D is different from C++, it's GC-based, and this changes many things and the way they have to be designed and used. D is designed to be a little "simpler" than C++, this means in some cases it prefers to do something in a safer way, instead in the most efficient way. D doesn't follow the zero overhead policy of C++, because it can lead to hairy code and because Java and C# have plenty shown it's often a waste of programmers time with no real performance gain.
In D structs don't support inheritance because they are designed to avoid the slicing bug, to be simpler, to be Plain Old Data. So D is designed to have different classes and structs because their usage style and purposes are different. When more complexity is needed, classes are there to be used. Even if currently DMD is not very good at optimizing away the class-derived overhead, better future D compilers can solve this. For some situations there's even the "scope" (that Walter is not so sure to keep, while other people like me have suggested the opposite, that is to extend its purpose to allocate an object inside the memory of another object) that can help performance. In Java the HotSpot is able to perform Escape Analysis on objects to avoid many heap allocations, and LDC is able to detect some simple cases and do the same.

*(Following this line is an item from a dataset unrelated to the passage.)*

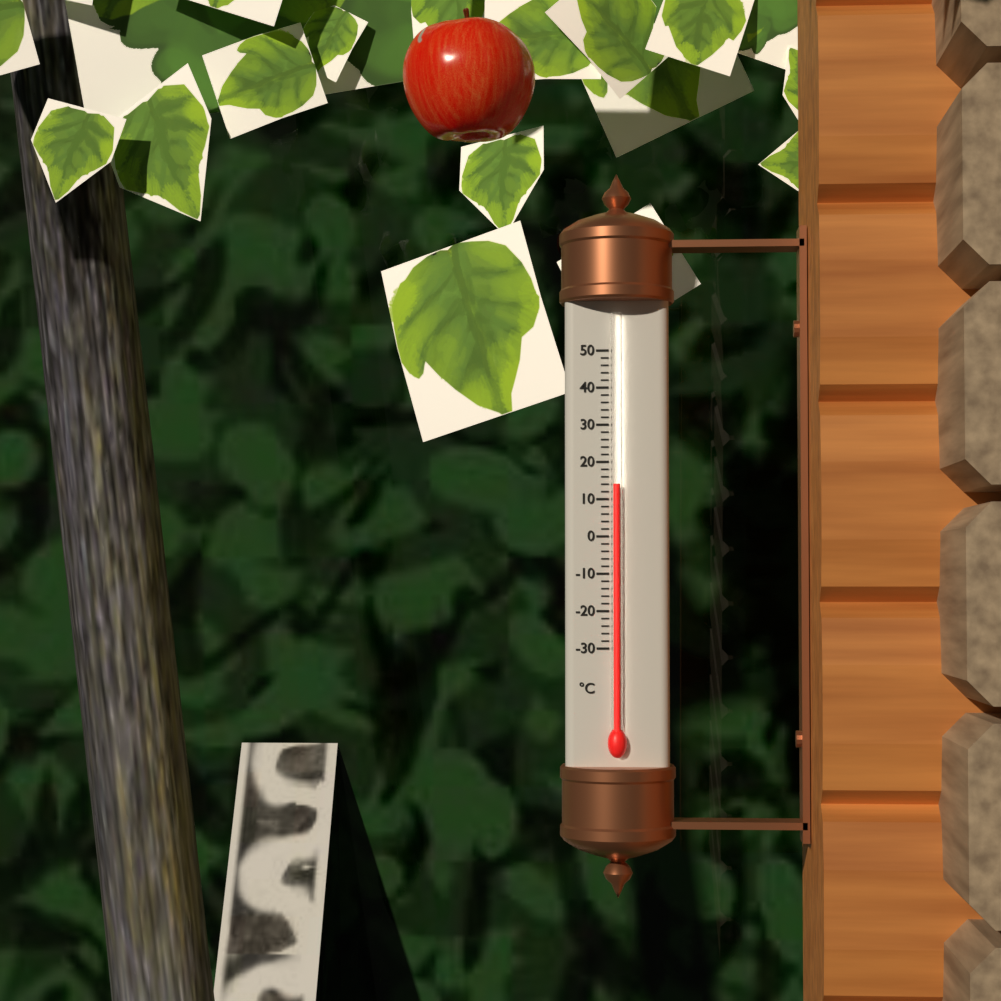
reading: 14 °C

By design D has no standard way to copy classes. I have not written very large object oriented D programs, but from what I have seen, I generally don't need to copy objects. I have often the need to move them around, put them in a collection, pull them out and put them in another collection, or create them in single instance, and so on. But I don't remember the last time I've had to copy a class instance in D. I just copy and add and remove class references. When I want I can keep many references to the same object and so on. In C++ programs this has to be done with care, because there is no GC, or you need some kind of smart pointer, while in D (in theory) you can relax and just let the GC do its thing.
My experience tells me that when you try to translate a program written in language X to language Y you always find some impedance (unless X and Y are almost the same language). But most times in language Y there are ways to solve the problem in a different way. You, as programmer, have to learn the way Y programs are usually written, its idioms and to avoid to force X idioms in Y and then complain that X idioms are not well represented in Y.
D design is far from perfect, and in future some things will probably need to be fixed (I have written enough text to fill two books about D features that can enjoy some change), but behind its design there is also lot of thought. So, you can show us some D code where you think there is a need to copy objects. If such uncommon need arises you can usually write your own copy functions.